The American Psychoanalytic Association (APsA) is consumed with the idea that the profession suffers from “systemic racism,” requiring a revolution in training and practice. Unlike honesty, which heals the mind, this falsehood will destroy psychoanalysis from within and profoundly harm patients’ mental health. 

Read more on the City Journal.

A medical watchdog group is suing Louisiana in federal court over a racial quota for the state’s board of medical examiners, which the group argues violates the U.S. Constitution’s guarantee of equal protection.

Do No Harm is suing over a racial mandate that requires the state’s governor to exclude non-minority candidates for a certain number of positions on the Louisiana State Board of Medical Examiners.
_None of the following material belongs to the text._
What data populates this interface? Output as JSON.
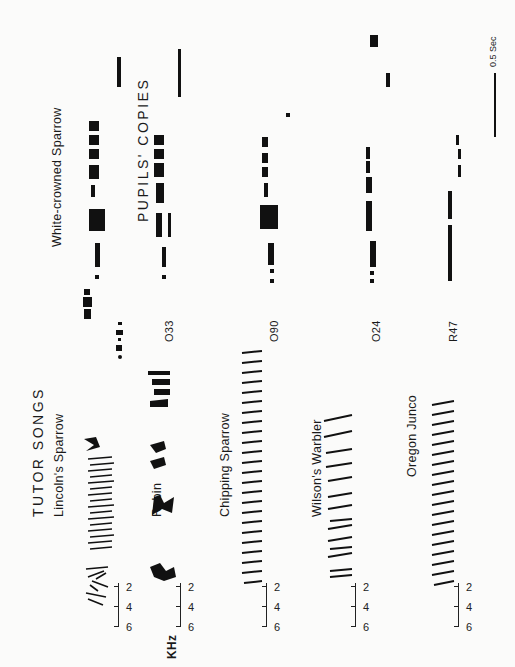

Read more on The Epoch Times.

The University of Michigan’s (UM) spending on diversity, equity and inclusion (DEI) increased about 66% from the 2022-2023 school year, according to an analysis by Mark Perry, a senior fellow at Do No Harm.

The school’s DEI payroll for the 2022-2023 school year came in at $18 million, but increased to over $30 million for the 2023-2024 academic year, according to Perry’s analysis. UM’s DEI department had 132 full-time diversity employees in the 2022-2023 school year and now has over 300.

More than 500 positions at UM advance DEI in some fashion at the university, including those who work full-time or part-time on DEI, unfilled positions, DEI Unit Leads and faculty that work on DEI Committees, Perry told the DCNF.

“UM is doubling down on diversity,” Perry said.

Read more on the Daily Caller.

NEW ORLEANS (AP) — A law requiring that some members appointed to the board that licenses and regulates physicians in Louisiana be from minority groups is being challenged in federal court as an unconstitutional racial mandate.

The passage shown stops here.